We might make a distinction, of degree, between the fancy and the imagination, in saying that the latter is the former loftily employed. But experience proves this distinction to be unsatisfactory. What we feel and know to be fancy, will be found still only ­fanciful, whatever be the theme which engages it. It retains its idiosyncrasy under all circumstances. No subject exalts it into the ideal. We might exemplify this by reference to the writings of one whom our patriotism, rather than our judgment, has elevated to a niche in the Poetic Temple which he does not becomingly fill, and which he cannot long uninterruptedly hold. We allude to the late Dr. Rodman Drake, whose puerile abortion, “The Culprit Fay,’’ we examined, at some length, in a critique elsewhere; proving it, we think, beyond all question, to belong to that class of the pseudo-ideal, in dealing with which we find ourselves embarrassed between a kind of half-consciousness that we ought to admire, and the certainty that we do not. Dr. Drake was employed upon a good subject — at least it is a subject precisely identical with those which Shakspeare was wont so happily to treat, and in which, especially, the author of “Lilian’’ has so wonderfully succeeded. But the American has brought to his task a mere fancy, and has grossly failed in doing what many suppose him to have done — in writing an ideal or imaginative poem. There is not one particle of the true [[Greek text:]] poihsiV [[:Greek text]] about “The Culprit Fay.’’ We say that the subject, even at its best points, did not aid Dr. Drake in the slightest degree. He was never more than fanciful. The passage, for example, chiefly cited by his admirers, is the account of the “Sylphid Queen;’’ and to show the difference between the false and true ideal, we collated, in the review just alluded to, this, the most admired passage, with one upon a similar topic by Shelley.

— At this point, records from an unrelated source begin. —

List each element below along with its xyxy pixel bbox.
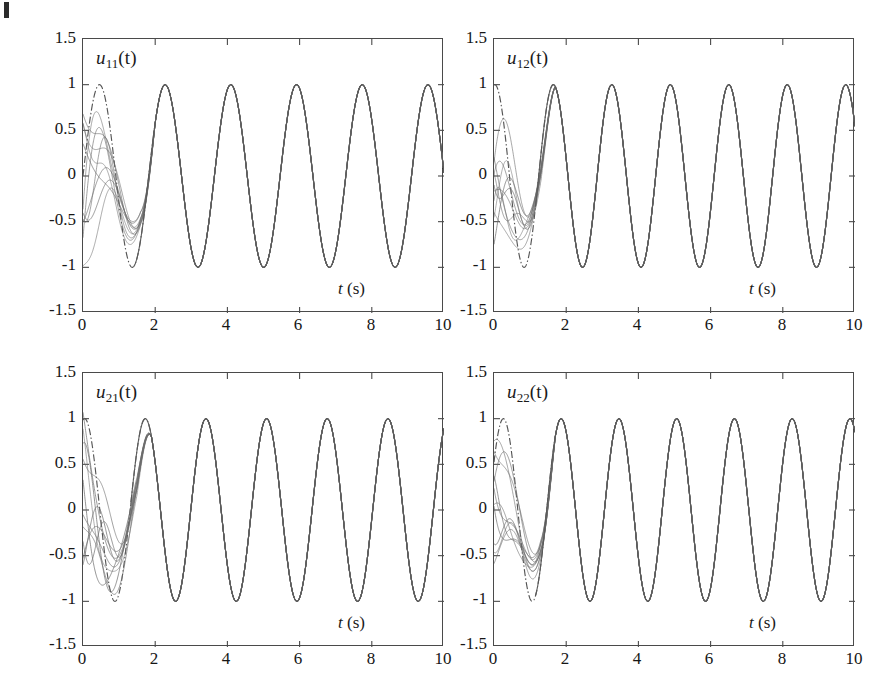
panel-label-u12-arg: (t) (530, 47, 549, 68)
plot-canvas-u12 (494, 39, 855, 313)
ytick-u12-5: -1 (429, 255, 487, 275)
xaxis-label-u11: t (s) (338, 279, 365, 299)
ytick-u21-3: 0 (24, 498, 76, 518)
panel-label-u12: u12(t) (507, 47, 548, 72)
xtick-u11-4: 8 (357, 315, 385, 335)
xaxis-label-u12-var: t (749, 279, 754, 298)
panel-label-u11: u11(t) (96, 47, 137, 72)
ytick-u21-4: -0.5 (18, 544, 76, 564)
ytick-u21-0: 1.5 (24, 362, 76, 382)
xaxis-label-u21-var: t (338, 613, 343, 632)
panel-label-u12-sub: 12 (517, 56, 530, 71)
xtick-u11-0: 0 (68, 315, 96, 335)
xtick-u12-4: 8 (768, 315, 796, 335)
panel-label-u22-sub: 22 (517, 390, 530, 405)
panel-u21: u21(t) t (s) 1.5 1 0.5 0 -0.5 -1 -1.5 0 … (0, 334, 447, 695)
plot-frame-u12 (493, 38, 854, 312)
panel-label-u22: u22(t) (507, 381, 548, 406)
panel-u22: u22(t) t (s) 1.5 1 0.5 0 -0.5 -1 -1.5 0 … (411, 334, 894, 695)
ytick-u11-4: -0.5 (18, 210, 76, 230)
xtick-u22-0: 0 (479, 649, 507, 669)
panel-label-u21-sub: 21 (106, 390, 119, 405)
panel-label-u21-base: u (96, 381, 106, 402)
plot-canvas-u11 (83, 39, 444, 313)
ytick-u22-0: 1.5 (435, 362, 487, 382)
xtick-u11-1: 2 (140, 315, 168, 335)
xaxis-label-u11-unit: (s) (347, 279, 365, 298)
xaxis-label-u21: t (s) (338, 613, 365, 633)
xaxis-label-u11-var: t (338, 279, 343, 298)
ytick-u22-4: -0.5 (429, 544, 487, 564)
xtick-u12-1: 2 (551, 315, 579, 335)
ytick-u21-5: -1 (18, 589, 76, 609)
panel-label-u22-base: u (507, 381, 517, 402)
panel-label-u21-arg: (t) (119, 381, 138, 402)
plot-frame-u11 (82, 38, 443, 312)
ytick-u12-3: 0 (435, 164, 487, 184)
ytick-u12-0: 1.5 (435, 28, 487, 48)
ytick-u12-2: 0.5 (435, 119, 487, 139)
xaxis-label-u12: t (s) (749, 279, 776, 299)
ytick-u11-5: -1 (18, 255, 76, 275)
xtick-u22-1: 2 (551, 649, 579, 669)
xtick-u22-3: 6 (695, 649, 723, 669)
xaxis-label-u21-unit: (s) (347, 613, 365, 632)
xtick-u11-2: 4 (212, 315, 240, 335)
xtick-u21-0: 0 (68, 649, 96, 669)
ytick-u12-4: -0.5 (429, 210, 487, 230)
plot-frame-u22 (493, 372, 854, 646)
ytick-u12-1: 1 (435, 73, 487, 93)
xtick-u22-4: 8 (768, 649, 796, 669)
ytick-u22-2: 0.5 (435, 453, 487, 473)
xtick-u11-3: 6 (284, 315, 312, 335)
panel-u11: u11(t) t (s) 1.5 1 0.5 0 -0.5 -1 -1.5 0 … (0, 0, 447, 348)
ytick-u22-3: 0 (435, 498, 487, 518)
xaxis-label-u12-unit: (s) (758, 279, 776, 298)
ytick-u11-2: 0.5 (24, 119, 76, 139)
xaxis-label-u22-unit: (s) (758, 613, 776, 632)
panel-u12: u12(t) t (s) 1.5 1 0.5 0 -0.5 -1 -1.5 0 … (411, 0, 894, 348)
plot-canvas-u21 (83, 373, 444, 647)
ytick-u11-1: 1 (24, 73, 76, 93)
xaxis-label-u22: t (s) (749, 613, 776, 633)
ytick-u21-1: 1 (24, 407, 76, 427)
xaxis-label-u22-var: t (749, 613, 754, 632)
ytick-u22-5: -1 (429, 589, 487, 609)
xtick-u22-2: 4 (623, 649, 651, 669)
ytick-u21-2: 0.5 (24, 453, 76, 473)
xtick-u21-3: 6 (284, 649, 312, 669)
panel-label-u11-sub: 11 (106, 56, 119, 71)
xtick-u12-0: 0 (479, 315, 507, 335)
xtick-u21-1: 2 (140, 649, 168, 669)
panel-label-u11-base: u (96, 47, 106, 68)
panel-label-u12-base: u (507, 47, 517, 68)
xtick-u12-3: 6 (695, 315, 723, 335)
ytick-u11-0: 1.5 (24, 28, 76, 48)
plot-frame-u21 (82, 372, 443, 646)
panel-label-u21: u21(t) (96, 381, 137, 406)
panel-label-u11-arg: (t) (118, 47, 137, 68)
figure-canvas: u11(t) t (s) 1.5 1 0.5 0 -0.5 -1 -1.5 0 … (0, 0, 894, 695)
xtick-u22-5: 10 (839, 649, 869, 669)
ytick-u22-1: 1 (435, 407, 487, 427)
xtick-u21-4: 8 (357, 649, 385, 669)
ytick-u11-3: 0 (24, 164, 76, 184)
panel-label-u22-arg: (t) (530, 381, 549, 402)
xtick-u21-2: 4 (212, 649, 240, 669)
plot-canvas-u22 (494, 373, 855, 647)
xtick-u12-5: 10 (839, 315, 869, 335)
xtick-u12-2: 4 (623, 315, 651, 335)
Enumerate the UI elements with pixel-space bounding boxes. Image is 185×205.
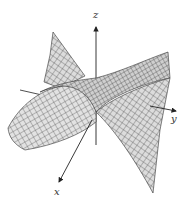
y-axis-label: y <box>171 114 177 124</box>
z-axis-label: z <box>93 10 98 20</box>
surface-tube <box>8 86 96 150</box>
x-axis-label: x <box>54 187 60 197</box>
surface-back-fin <box>44 32 85 88</box>
negative-y-axis <box>20 90 42 95</box>
surface-plot <box>0 0 185 205</box>
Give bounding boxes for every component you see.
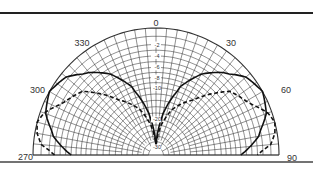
radial-label: -4 (155, 53, 160, 59)
polar-radiation-chart: 2703003300306090-2-4-6-8-10-20-30 (0, 0, 313, 173)
angle-label-60: 60 (281, 85, 291, 95)
grid-spoke (165, 32, 188, 120)
radial-label: -8 (155, 75, 160, 81)
grid-spoke (166, 58, 236, 144)
radial-label: -6 (155, 64, 160, 70)
grid-spoke (167, 73, 250, 145)
angle-label-0: 0 (153, 18, 158, 28)
grid-spoke (62, 73, 145, 145)
grid-spoke (95, 45, 153, 148)
radial-label: -30 (153, 144, 161, 150)
grid-spoke (162, 92, 262, 152)
grid-spoke (160, 45, 218, 148)
angle-label-270: 270 (18, 152, 33, 162)
radial-label: -2 (155, 42, 160, 48)
angle-label-30: 30 (226, 38, 236, 48)
radial-label: -10 (153, 85, 161, 91)
grid-spoke (77, 58, 147, 144)
angle-label-330: 330 (74, 38, 89, 48)
grid-spoke (50, 92, 150, 152)
angle-label-90: 90 (287, 153, 297, 163)
angle-label-300: 300 (30, 85, 45, 95)
radial-label: -20 (153, 116, 161, 122)
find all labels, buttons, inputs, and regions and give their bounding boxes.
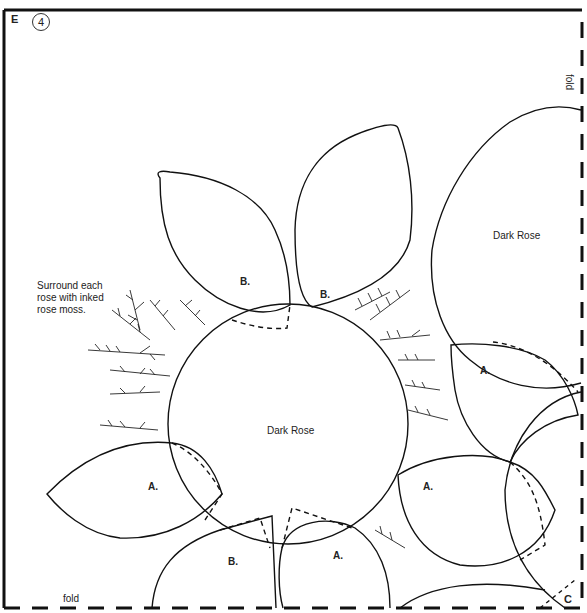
- leaf-bottom-center-label: A.: [333, 550, 343, 561]
- rose-center-outline: [168, 304, 408, 544]
- sheet-letter: E: [11, 13, 18, 25]
- rose-moss-group: [88, 288, 448, 548]
- leaf-bottom-left-tab: [220, 518, 270, 548]
- leaf-top-left-label: B.: [240, 276, 250, 287]
- leaf-bottom-left-label: B.: [228, 556, 238, 567]
- leaf-right-upper-outline: [451, 344, 578, 462]
- corner-label-c: C: [564, 593, 572, 605]
- rose-center-label: Dark Rose: [267, 425, 314, 436]
- leaf-right-lower-outline: [398, 456, 555, 566]
- leaf-left-label: A.: [148, 481, 158, 492]
- leaf-right-upper-label: A.: [480, 365, 490, 376]
- rose-top-right-outline: [431, 107, 581, 388]
- leaf-right-upper-tab: [493, 342, 578, 392]
- leaf-right-lower-label: A.: [423, 481, 433, 492]
- rose-lower-right-outline: [505, 392, 581, 608]
- step-number-badge: 4: [32, 13, 50, 31]
- rose-top-right-label: Dark Rose: [493, 230, 540, 241]
- instruction-note: Surround each rose with inked rose moss.: [37, 280, 104, 316]
- leaf-left-outline: [47, 442, 222, 538]
- leaf-left-tab: [172, 443, 222, 520]
- leaf-top-right-outline: [295, 125, 412, 307]
- leaf-top-right-label: B.: [320, 289, 330, 300]
- pattern-sheet: E 4 fold fold C Surround each rose with …: [0, 0, 587, 613]
- leaf-bottom-center-tab: [282, 508, 352, 548]
- rose-bottom-right-outline: [400, 584, 545, 608]
- leaf-top-left-outline: [158, 171, 290, 312]
- fold-label-right: fold: [564, 74, 575, 90]
- fold-label-bottom: fold: [63, 593, 79, 604]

We shall be pardoned for repeating here, as nearly as we remember them, some words of what we then said.

The description of the Sylphid Queen runs thus:

But oh, how fair the shape that lay

Beneath a rainbow bending bright;

She seemed to the entranced Fay,

The loveliest of the forms of light;

Her mantle was the purple rolled

At twilight in the west afar;

‘Twas tied with threads of dawning gold,

And buttoned with a sparkling star.

Her face was like the lily roon

That veils the vestal planet’s hue;

Her eyes two beamlets from the moon

Set floating in the welkin blue. ­

Her hair is like the sunny beam,

And the diamond gems which round it gleam

Are the pure drops of dewy even

That ne’er have left their native heaven.